Communications and Marketing for Systems Entrepreneurship

We work with our clients to define the best communications strategy and the pathway to effective communications and marketing for impact.

Who is the audience? What is the message? What are the best ways to reach them? What is the expected result? These are some of the questions that we help our clients explore. Further, we can advise our clients from the organizational perspective to make the function of communications and marketing to work in close coordination and in service of programmatic work.

Engaging the general public and communicating with constituencies, supporters, members of the collective, and among the administrative team is an indispensable part of the process of changing systems for the better. So much so because systems change more than anything else depends on getting people to believe in the possibility of a new reality that does not exist yet — or quickly accepting and embracing that new reality.

Catching the attention of people and keeping it is more challenging today. We live in an era of electronic communications, social media interaction, information overload coupled with an ever-shrinking attention span.  Collectives compete with other movements and organizations in getting people to pay attention to their messages and content and getting them to move from “liking” something to joining and taking action.

Currently, there is a trend, unfortunate, in our opinion, that has resulted from social initiatives adopting market and communication practices designed for the business sector without proper adaptation.  Hence, social movements have embraced the recognition or appreciation of a brand as the equivalent of impact. There is a fixation in parts of the social sector today with brand management, the number of visitors to a website and social media likes and shares, and less with communicating to achieve impact. We are not discarding the fact that numbers matter for a coalition and a movement, especially when they rely heavily on public mobilizations or depend on small donations, but there is much more to communications and marketing, directly related to their role to achieving impact.

Having people associating a movement or a collective with a brand is not as important as having a collective being associating with goals and values. After all, we want people affected by a problem to have more affinity with the change that is pursued, and not with the name that the collective has used to brand itself with or the name of a given leader or leaders. Sometimes brand and goals are the same, but even when a brand describes the issue, it might not describe or convey the change pursued. That is the case of #BlackLivesMatter. The hashtag that launched the movement is better known than the goals of the organization or its impact. Something a bit different has happened with the #MeToo Movement, which somehow intuitively has coalesced people around some unwritten goals that look to expose sexual abusers and have them tried both by public opinion and by the legal system and make sexual harassment and sexual assault unacceptable in any society.

Collectives, as the movements mentioned above, rely on communications and marketing to advance their social change agendas, and the message most of the time is not easy to communicate, given the complexity of their work. Even more challenging is to enlist action.

Determining the right audience is important. There is a tendency to believe that delivering the message to more people will automatically increase the impact. Maybe, the right approach would be to ask who needs to understand the problem better or act to change a given system.

There is a tendency today to have communications and marketing acting as a “program in itself,” and often, it does wield the expected results. Integration and proper coordination is a key factor for success. Systems-change depends on creating the conditions for an idea, value, or standard to be accepted by enough people in society to become the new normal. It generally implies transforming cultural and social institutions. Such transformation can happen formally (policy change, new regulations) or informally (people embrace a new way to understand reality or act).

Effective marketing and communications for systems change are greatly dependent on the capacity of a collective to:

  • Create effective narratives to enable funders, stakeholders, and the public, in general, to understand and support the systems change work, understood not as a project, but as a process.
  • Use storytelling as a tool to engage society as a whole.
  • Exercise influence by having their ideas, models, or principles become a new standard for similar work.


▶ _REQUIRED ACTION_
From the line containing "Image is 762x380 pixels." down to the line containing "Image is 868x410 pixels.", copy out the entries below exactly, both lines included, and nothing else; pictures do not belong in the copy.

[Opening DATA UNDER STUDY section]

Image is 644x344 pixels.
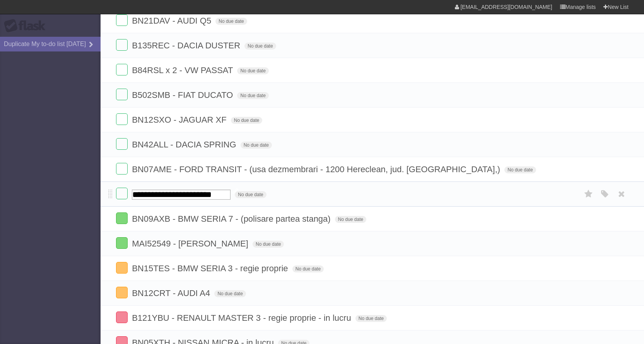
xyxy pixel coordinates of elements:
[244,43,276,49] span: No due date
[116,262,127,273] label: Done
[116,64,127,75] label: Done
[116,113,127,125] label: Done
[293,265,324,272] span: No due date
[116,188,127,199] label: Done
[116,212,127,224] label: Done
[132,16,213,26] span: BN21DAV - AUDI Q5
[116,311,127,323] label: Done
[132,115,229,125] span: BN12SXO - JAGUAR XF
[132,140,238,149] span: BN42ALL - DACIA SPRING
[4,19,50,33] div: Flask
[116,89,127,100] label: Done
[241,141,272,149] span: No due date
[132,313,353,323] span: B121YBU - RENAULT MASTER 3 - regie proprie - in lucru
[116,237,127,249] label: Done
[116,138,127,150] label: Done
[237,92,269,99] span: No due date
[116,39,127,51] label: Done
[356,315,387,322] span: No due date
[235,191,266,198] span: No due date
[505,166,536,173] span: No due date
[132,288,212,298] span: BN12CRT - AUDI A4
[231,117,262,124] span: No due date
[237,67,269,74] span: No due date
[216,18,247,25] span: No due date
[132,264,290,273] span: BN15TES - BMW SERIA 3 - regie proprie
[132,90,235,100] span: B502SMB - FIAT DUCATO
[132,239,250,248] span: MAI52549 - [PERSON_NAME]
[132,165,502,174] span: BN07AME - FORD TRANSIT - (usa dezmembrari - 1200 Hereclean, jud. [GEOGRAPHIC_DATA],)
[581,188,596,201] label: Star task
[116,14,127,26] label: Done
[215,290,245,297] span: No due date
[253,241,284,247] span: No due date
[132,214,333,224] span: BN09AXB - BMW SERIA 7 - (polisare partea stanga)
[132,40,242,50] span: B135REC - DACIA DUSTER
[116,287,127,298] label: Done
[132,65,235,75] span: B84RSL x 2 - VW PASSAT
[116,163,127,175] label: Done
[335,216,366,223] span: No due date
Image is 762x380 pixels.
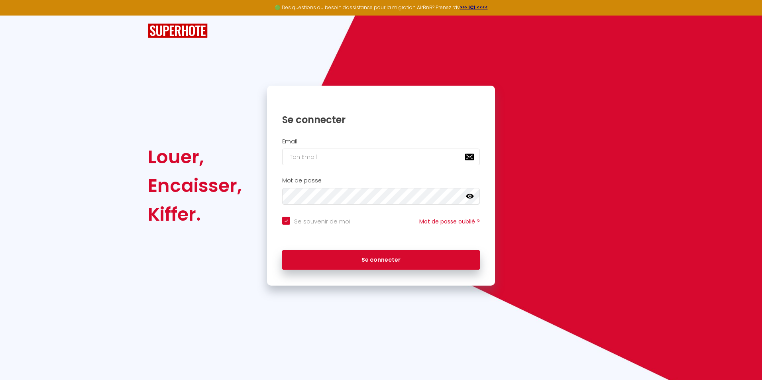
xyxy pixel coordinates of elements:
[282,177,480,184] h2: Mot de passe
[282,250,480,270] button: Se connecter
[419,218,480,226] a: Mot de passe oublié ?
[148,143,242,171] div: Louer,
[148,24,208,38] img: SuperHote logo
[460,4,488,11] a: >>> ICI <<<<
[282,149,480,165] input: Ton Email
[148,171,242,200] div: Encaisser,
[148,200,242,229] div: Kiffer.
[282,138,480,145] h2: Email
[282,114,480,126] h1: Se connecter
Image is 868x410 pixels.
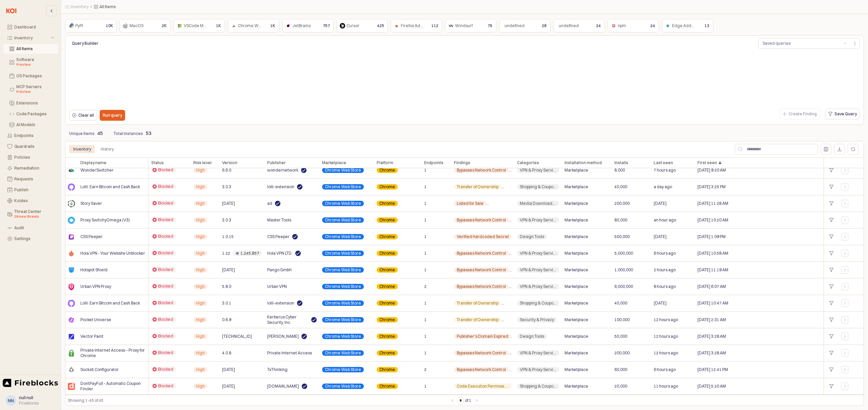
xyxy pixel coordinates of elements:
[827,365,836,374] div: +
[146,130,152,137] p: 53
[113,130,143,136] p: Total instances
[3,71,58,80] button: OS Packages
[325,300,361,306] span: Chrome Web Store
[14,166,54,171] div: Remediation
[565,300,589,306] span: Marketplace
[614,234,630,239] span: 500,000
[424,333,427,339] span: 1
[698,317,726,322] span: [DATE] 2:31 AM
[520,267,556,272] span: VPN & Proxy Services
[424,168,427,173] span: 1
[457,234,509,239] span: Verified Hardcoded Secret
[14,25,54,29] div: Dashboard
[222,160,238,165] span: Version
[827,166,836,174] div: +
[196,350,205,355] span: High
[826,108,860,119] button: Save Query
[268,201,272,206] span: ad
[380,184,395,189] span: Chrome
[16,62,54,67] div: Preview
[158,350,173,355] span: Blocked
[654,284,676,289] span: 8 hours ago
[222,317,231,322] span: 0.6.9
[424,250,427,256] span: 1
[222,168,231,173] span: 6.6.0
[457,300,498,306] span: Transfer of Ownership
[520,201,556,206] span: Media Downloaders
[323,22,330,29] p: 757
[14,176,54,181] div: Requests
[222,267,235,272] span: [DATE]
[101,145,114,153] div: History
[520,250,556,256] span: VPN & Proxy Services
[69,145,95,153] div: Inventory
[222,217,231,222] span: 3.0.3
[457,217,506,222] span: Bypasses Network Control
[827,348,836,357] div: +
[222,201,235,206] span: [DATE]
[14,226,54,230] div: Audit
[158,167,173,173] span: Blocked
[14,214,54,219] div: 28 new threats
[14,144,54,149] div: Guardrails
[16,57,54,67] div: Software
[14,155,54,160] div: Policies
[377,22,384,29] p: 425
[196,250,205,256] span: High
[80,234,103,239] span: CSS Peeper
[16,47,54,51] div: All Items
[325,168,361,173] span: Chrome Web Store
[80,250,145,256] span: Hola VPN - Your Website Unblocker
[97,130,103,137] p: 45
[654,168,676,173] span: 7 hours ago
[542,22,547,29] p: 28
[672,23,700,29] span: Edge Add-ons
[16,101,54,105] div: Extensions
[559,22,579,29] div: undefined
[3,223,58,232] button: Audit
[520,300,556,306] span: Shopping & Coupons
[106,22,113,29] p: 10K
[457,284,506,289] span: Bypasses Network Control
[505,184,550,189] span: Broad Host Permissions
[184,23,224,29] span: VSCode Marketplace
[196,267,205,272] span: High
[424,160,443,165] span: Endpoints
[80,347,145,358] span: Private Internet Access – Proxy for Chrome
[424,284,427,289] span: 2
[654,317,678,322] span: 12 hours ago
[222,333,252,339] span: [TECHNICAL_ID]
[268,314,309,325] span: Kerberus Cyber Security, Inc.
[827,282,836,291] div: +
[325,234,361,239] span: Chrome Web Store
[196,284,205,289] span: High
[380,267,395,272] span: Chrome
[268,284,287,289] span: Urban VPN
[457,317,498,322] span: Transfer of Ownership
[196,184,205,189] span: High
[282,19,334,32] div: JetBrains757
[698,333,726,339] span: [DATE] 3:28 AM
[158,217,173,222] span: Blocked
[650,22,655,29] p: 24
[3,207,58,222] button: Threat Center
[654,184,672,189] span: a day ago
[162,22,167,29] p: 2K
[520,284,556,289] span: VPN & Proxy Services
[380,217,395,222] span: Chrome
[80,201,102,206] span: Story Saver
[3,55,58,70] button: Software
[238,23,274,29] span: Chrome Web Store
[8,397,14,404] div: nn
[130,22,143,29] div: MacOS
[222,300,231,306] span: 3.0.1
[14,188,54,192] div: Publish
[380,333,395,339] span: Chrome
[325,317,361,322] span: Chrome Web Store
[14,236,54,241] div: Settings
[827,381,836,391] div: +
[325,350,361,355] span: Chrome Web Store
[614,168,625,173] span: 8,000
[268,350,312,355] span: Private Internet Access
[3,33,58,43] button: Inventory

[Closing DATA UNDER STUDY section]

▶ _SOLUTION TO THIS EXERCISE_
Image is 762x380 pixels.
xyxy pixel coordinates of elements:
[282,177,480,184] h2: Mot de passe
[282,250,480,270] button: Se connecter
[419,218,480,226] a: Mot de passe oublié ?
[148,143,242,171] div: Louer,
[148,24,208,38] img: SuperHote logo
[460,4,488,11] a: >>> ICI <<<<
[282,149,480,165] input: Ton Email
[148,171,242,200] div: Encaisser,
[148,200,242,229] div: Kiffer.
[282,138,480,145] h2: Email
[282,114,480,126] h1: Se connecter
Image is 868x410 pixels.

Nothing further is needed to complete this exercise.